COVID-1984: This is where the push for digital biometric health credentials is going.

Biometric digital health credentials for NHL and London theatre, Privacy International warns of risks

Jul 24, 2020 | Chris Burt
BiometricUpdate.com

Biometric digital health credentials for NHL and London theatre, Privacy International warns of risks

As biometrics and other digital identity technologies are deployed to enable big league sports to resume operations, National Hockey League players and staff will use Clear’s Health Pass to protect against the spread of COVID-19, Vox reports.

Health Pass was launched in May, and provides health status attestation, temperature scans, and potentially links to test results, underpinned with biometric identity verification.

The partnership with the NHL means Health Pass will be used to check the roughly 3,000 players, coaches, and support staff who are involved in the 24-team playoffs, which will be held in Edmonton and Toronto, Canada. In each of the cities, Health Pass will be deployed on kiosks with temperature scanners to roughly 30 physical access points to create what Vox describes as a “closed mini-ecosystem” of safe places.

Participants will register their biometrics with Clear, and then use the app, taking a biometric selfie as identity confirmation, each time they leave their hotel rooms. They can share health status information with the kiosks through a QR code.

Clear is also supporting organizations like the 9/11 Museum & Memorial, but critics, including a pair of U.S. Senators, are concerned about the privacy and surveillance implications.

Immunity passports and other digital health credentials like Clear Health Pass are a “looming disaster” according to a new report from Privacy International.

The report argues that there is no scientific basis for the credentials, and that the social risks of discrimination and exclusion are great. Further, Privacy International accuses the digital identity industry of pushing their own products as measures for COVID-19 control in order to expand their operations, rather than building a new system that addresses the specific requirements of the situations.

PI argues that form must follow function for effective digital identity systems, but even the scope of the problem is not sufficiently understood for proposed solutions to be taken seriously.

The organization points out that how immunity to COVID-19 is conveyed, how long it lasts, the prospects for a vaccine and what a testing regime would be like are all uncertain.

ID2020 Executive Director Dakota Gruener, Yoti, the Tony Blair Institute, IATA, and Onfido are singled out for “hyping the immunity passport ‘solution’.” Gruener’s paper, however, notes that digital health credential “systems can only be effective once testing is ubiquitous, convenient, and free,” suggesting that they would not be supported at this time.

Privacy International, however, sees the proposals from these stakeholders and proponents of self-sovereign identity as not only failing to mitigate harms, but as the mechanism that enables harms. The group also expresses concern about using vaccine programs to establish digital identity.

“Leveraging essential public health work on vaccination to achieve the goal of taking the biometrics of people and rolling out digital identities is unacceptable,” Privacy International writes, implying that digital identity is harmful without offering a supporting argument.

Ultimately, Privacy International has several recommendations for governments, including following epidemiological evidence, that immunity passports and related technical and policy infrastructure should be withdrawn after the pandemic, and that immunity passports should be prevented from becoming the foundation for longer-term digital identity systems. The group also says the digital identity industry must commit to not using immunity passports to broaden digital identity coverage, or promote their own services or products. Organizations and alliances working on vaccines should not be proponents of digital identity systems, the group recommends.

Concerns about exclusion also include the price of proposed solutions. The New York Times points out that the health credential developed by Pangea costs about $140. AI Now Institute Technology Fellow Deborah Raji warns that linking identity information with health information helps businesses and others understand how to avoid people, rather than support them.

Meanwhile, a stage adaptation of Sleepless in Seattle is set to begin rehearsals in London, with a testing system called FRANKD (Fast, Reliable, Accurate, Nucleic-based Kit for COVID-19 Diagnostic Detection) providing daily checks of cast, musicians, crew and theatre staff throughout rehearsals and shows.

Variety reports that the FRANKD system is developed by Poland-based GeneMe, with results delivered via Yoti’s app.

The Encore Theatre Production of Sleepless is expected to premier on September 1, 2020, following preview shows from August 25 with socially distanced audiences.

___
https://www.biometricupdate.com/202007/biometric-digital-health-credentials-for-nhl-and-london-theatre-privacy-international-warns-of-risks

This entry was posted in Uncategorized. Bookmark the permalink.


- **What needs to be done**: For this task, copy all of the data below exactly and skip the pictures.

=== Extracted data ===

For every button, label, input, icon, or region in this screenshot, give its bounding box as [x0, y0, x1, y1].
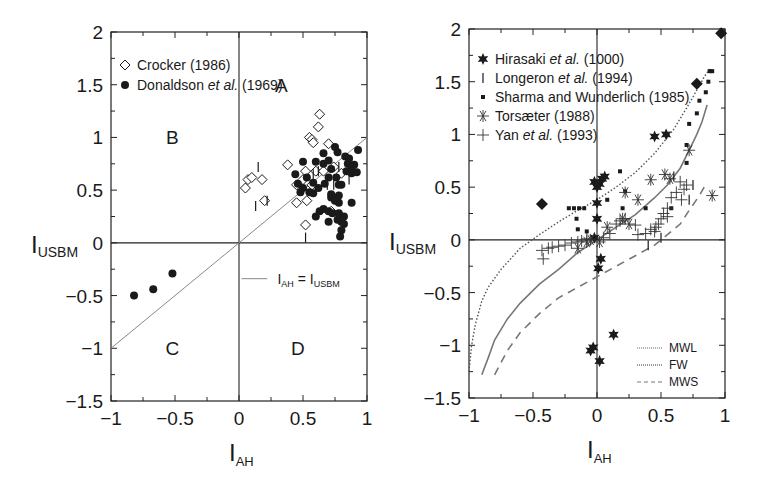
filled-star-marker: [592, 197, 602, 209]
legend-entry: Sharma and Wunderlich (1985): [481, 89, 689, 105]
y-tick-label: −1.5: [423, 388, 461, 409]
plus-marker: [559, 239, 571, 251]
y-tick-label: 0: [450, 230, 461, 251]
filled-square-marker: [582, 206, 586, 210]
filled-circle-marker: [325, 157, 333, 165]
open-diamond-marker: [301, 220, 311, 230]
filled-circle-marker: [309, 189, 317, 197]
filled-circle-marker: [121, 81, 129, 89]
filled-circle-marker: [325, 173, 333, 181]
filled-square-marker: [621, 206, 625, 210]
y-tick-label: 2: [450, 19, 461, 40]
x-tick-label: 1: [720, 405, 731, 426]
plus-marker: [553, 240, 565, 252]
x-tick-label: 1: [362, 408, 373, 429]
y-axis-label-sub: USBM: [38, 244, 78, 260]
plus-marker: [536, 244, 548, 256]
x-tick-label: −0.5: [514, 405, 552, 426]
open-diamond-marker: [120, 60, 130, 70]
chart-left: −1−0.500.5121.510.50−0.5−1−1.5IAHIUSBMAB…: [31, 22, 372, 469]
filled-circle-marker: [303, 173, 311, 181]
filled-circle-marker: [337, 181, 345, 189]
y-tick-label: 1.5: [77, 75, 103, 96]
filled-star-marker: [593, 262, 603, 274]
plus-marker: [565, 237, 577, 249]
filled-square-marker: [577, 206, 581, 210]
x-axis-label: IAH: [587, 436, 612, 466]
y-tick-label: 2: [92, 22, 103, 43]
filled-square-marker: [575, 217, 579, 221]
legend-entry: Hirasaki et al. (1000): [478, 51, 624, 67]
filled-circle-marker: [348, 199, 356, 207]
asterisk-marker: [632, 194, 644, 206]
plus-marker: [675, 194, 687, 206]
y-tick-label: 1: [450, 124, 461, 145]
filled-square-marker: [481, 95, 485, 99]
filled-star-marker: [661, 128, 671, 140]
y-tick-label: −0.5: [65, 286, 103, 307]
filled-circle-marker: [319, 149, 327, 157]
y-tick-label: −0.5: [423, 283, 461, 304]
filled-diamond-marker: [691, 78, 703, 90]
y-tick-label: 0.5: [435, 177, 461, 198]
y-axis-label-sub: USBM: [396, 241, 436, 257]
legend-entry: Yan et al. (1993): [477, 127, 597, 143]
asterisk-marker: [706, 190, 718, 202]
filled-circle-marker: [345, 155, 353, 163]
filled-circle-marker: [350, 161, 358, 169]
asterisk-marker: [477, 110, 489, 122]
legend-label: Hirasaki et al. (1000): [495, 51, 624, 67]
open-diamond-marker: [292, 198, 302, 208]
y-tick-label: 0.5: [77, 180, 103, 201]
filled-star-marker: [478, 53, 488, 65]
legend-label: Crocker (1986): [137, 57, 230, 73]
filled-circle-marker: [325, 218, 333, 226]
filled-circle-marker: [130, 292, 138, 300]
legend-label: Donaldson et al. (1969): [137, 77, 283, 93]
filled-star-marker: [594, 355, 604, 367]
quadrant-label-d: D: [291, 338, 305, 359]
x-tick-label: 0: [234, 408, 245, 429]
legend: Hirasaki et al. (1000)Longeron et al. (1…: [477, 51, 689, 143]
y-tick-label: −1.5: [65, 391, 103, 412]
open-diamond-marker: [283, 160, 293, 170]
wettability-index-charts: −1−0.500.5121.510.50−0.5−1−1.5IAHIUSBMAB…: [0, 0, 758, 485]
asterisk-marker: [601, 221, 613, 233]
y-axis-label: IUSBM: [31, 231, 78, 260]
filled-circle-marker: [354, 146, 362, 154]
line-legend: IAH = IUSBM: [242, 271, 340, 289]
legend-entry: Crocker (1986): [120, 57, 230, 73]
y-axis-label: IUSBM: [389, 228, 436, 257]
filled-square-marker: [687, 122, 691, 126]
filled-diamond-marker: [536, 198, 548, 210]
figure: −1−0.500.5121.510.50−0.5−1−1.5IAHIUSBMAB…: [0, 0, 758, 485]
legend-label: Longeron et al. (1994): [495, 70, 633, 86]
open-diamond-marker: [313, 122, 323, 132]
legend-entry: Longeron et al. (1994): [483, 70, 633, 86]
filled-circle-marker: [168, 269, 176, 277]
filled-circle-marker: [334, 148, 342, 156]
filled-square-marker: [576, 227, 580, 231]
filled-square-marker: [710, 69, 714, 73]
filled-circle-marker: [296, 188, 304, 196]
x-tick-label: 0.5: [290, 408, 316, 429]
x-tick-label: −0.5: [156, 408, 194, 429]
filled-circle-marker: [340, 213, 348, 221]
filled-circle-marker: [353, 168, 361, 176]
x-axis-label: IAH: [229, 439, 254, 469]
filled-circle-marker: [312, 158, 320, 166]
legend-entry: Torsæter (1988): [477, 108, 595, 124]
y-tick-label: 1.5: [435, 72, 461, 93]
curve-legend-label: FW: [669, 358, 688, 372]
filled-circle-marker: [294, 180, 302, 188]
open-diamond-marker: [257, 175, 267, 185]
asterisk-marker: [619, 186, 631, 198]
filled-square-marker: [572, 206, 576, 210]
legend-label: Sharma and Wunderlich (1985): [495, 89, 689, 105]
series-plus: [536, 176, 693, 265]
plus-marker: [670, 186, 682, 198]
y-tick-label: 1: [92, 127, 103, 148]
legend-label: Yan et al. (1993): [495, 127, 597, 143]
series-filled-circle: [130, 143, 362, 300]
filled-star-marker: [608, 329, 618, 341]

===

- **Answer**:
For every button, label, input, icon, or region in this screenshot, give its bounding box as [x0, y0, x1, y1].
filled-star-marker: [592, 197, 602, 209]
legend-entry: Sharma and Wunderlich (1985): [481, 89, 689, 105]
y-tick-label: −1.5: [423, 388, 461, 409]
plus-marker: [559, 239, 571, 251]
y-tick-label: 0: [450, 230, 461, 251]
filled-square-marker: [582, 206, 586, 210]
filled-circle-marker: [325, 157, 333, 165]
open-diamond-marker: [301, 220, 311, 230]
filled-circle-marker: [309, 189, 317, 197]
filled-circle-marker: [121, 81, 129, 89]
filled-circle-marker: [325, 173, 333, 181]
filled-square-marker: [621, 206, 625, 210]
y-tick-label: 2: [450, 19, 461, 40]
x-tick-label: 1: [720, 405, 731, 426]
plus-marker: [553, 240, 565, 252]
x-tick-label: 1: [362, 408, 373, 429]
y-axis-label-sub: USBM: [38, 244, 78, 260]
plus-marker: [536, 244, 548, 256]
x-tick-label: −0.5: [514, 405, 552, 426]
open-diamond-marker: [120, 60, 130, 70]
chart-left: −1−0.500.5121.510.50−0.5−1−1.5IAHIUSBMAB…: [31, 22, 372, 469]
filled-circle-marker: [303, 173, 311, 181]
filled-circle-marker: [337, 181, 345, 189]
y-tick-label: 1.5: [77, 75, 103, 96]
filled-star-marker: [593, 262, 603, 274]
plus-marker: [565, 237, 577, 249]
filled-square-marker: [577, 206, 581, 210]
x-axis-label: IAH: [587, 436, 612, 466]
y-tick-label: 2: [92, 22, 103, 43]
filled-square-marker: [575, 217, 579, 221]
legend-entry: Hirasaki et al. (1000): [478, 51, 624, 67]
filled-circle-marker: [348, 199, 356, 207]
asterisk-marker: [632, 194, 644, 206]
plus-marker: [675, 194, 687, 206]
y-tick-label: 1: [450, 124, 461, 145]
filled-square-marker: [481, 95, 485, 99]
filled-star-marker: [661, 128, 671, 140]
y-tick-label: −0.5: [65, 286, 103, 307]
filled-circle-marker: [319, 149, 327, 157]
y-tick-label: −0.5: [423, 283, 461, 304]
filled-diamond-marker: [691, 78, 703, 90]
y-tick-label: 0.5: [435, 177, 461, 198]
y-axis-label-sub: USBM: [396, 241, 436, 257]
legend-entry: Yan et al. (1993): [477, 127, 597, 143]
asterisk-marker: [706, 190, 718, 202]
filled-circle-marker: [345, 155, 353, 163]
filled-circle-marker: [350, 161, 358, 169]
asterisk-marker: [477, 110, 489, 122]
legend-label: Hirasaki et al. (1000): [495, 51, 624, 67]
open-diamond-marker: [292, 198, 302, 208]
y-tick-label: 0.5: [77, 180, 103, 201]
filled-star-marker: [478, 53, 488, 65]
legend-label: Crocker (1986): [137, 57, 230, 73]
filled-circle-marker: [325, 218, 333, 226]
filled-circle-marker: [130, 292, 138, 300]
legend-label: Donaldson et al. (1969): [137, 77, 283, 93]
filled-star-marker: [594, 355, 604, 367]
quadrant-label-d: D: [291, 338, 305, 359]
x-tick-label: 0: [234, 408, 245, 429]
legend: Hirasaki et al. (1000)Longeron et al. (1…: [477, 51, 689, 143]
y-tick-label: −1.5: [65, 391, 103, 412]
open-diamond-marker: [283, 160, 293, 170]
wettability-index-charts: −1−0.500.5121.510.50−0.5−1−1.5IAHIUSBMAB…: [0, 0, 758, 485]
asterisk-marker: [601, 221, 613, 233]
y-axis-label: IUSBM: [31, 231, 78, 260]
filled-circle-marker: [354, 146, 362, 154]
line-legend: IAH = IUSBM: [242, 271, 340, 289]
legend-entry: Crocker (1986): [120, 57, 230, 73]
y-axis-label: IUSBM: [389, 228, 436, 257]
filled-square-marker: [687, 122, 691, 126]
filled-diamond-marker: [536, 198, 548, 210]
figure: −1−0.500.5121.510.50−0.5−1−1.5IAHIUSBMAB…: [0, 0, 758, 485]
legend-label: Longeron et al. (1994): [495, 70, 633, 86]
open-diamond-marker: [313, 122, 323, 132]
legend-entry: Longeron et al. (1994): [483, 70, 633, 86]
filled-circle-marker: [168, 269, 176, 277]
filled-circle-marker: [334, 148, 342, 156]
filled-square-marker: [576, 227, 580, 231]
filled-square-marker: [710, 69, 714, 73]
filled-circle-marker: [296, 188, 304, 196]
x-tick-label: 0.5: [290, 408, 316, 429]
x-tick-label: −0.5: [156, 408, 194, 429]
filled-circle-marker: [340, 213, 348, 221]
filled-circle-marker: [353, 168, 361, 176]
x-axis-label: IAH: [229, 439, 254, 469]
filled-circle-marker: [312, 158, 320, 166]
legend-entry: Torsæter (1988): [477, 108, 595, 124]
y-tick-label: 1.5: [435, 72, 461, 93]
curve-legend-label: FW: [669, 358, 688, 372]
filled-circle-marker: [294, 180, 302, 188]
open-diamond-marker: [257, 175, 267, 185]
asterisk-marker: [619, 186, 631, 198]
filled-square-marker: [572, 206, 576, 210]
legend-label: Sharma and Wunderlich (1985): [495, 89, 689, 105]
series-plus: [536, 176, 693, 265]
plus-marker: [670, 186, 682, 198]
y-tick-label: 1: [92, 127, 103, 148]
legend-label: Yan et al. (1993): [495, 127, 597, 143]
series-filled-circle: [130, 143, 362, 300]
filled-star-marker: [608, 329, 618, 341]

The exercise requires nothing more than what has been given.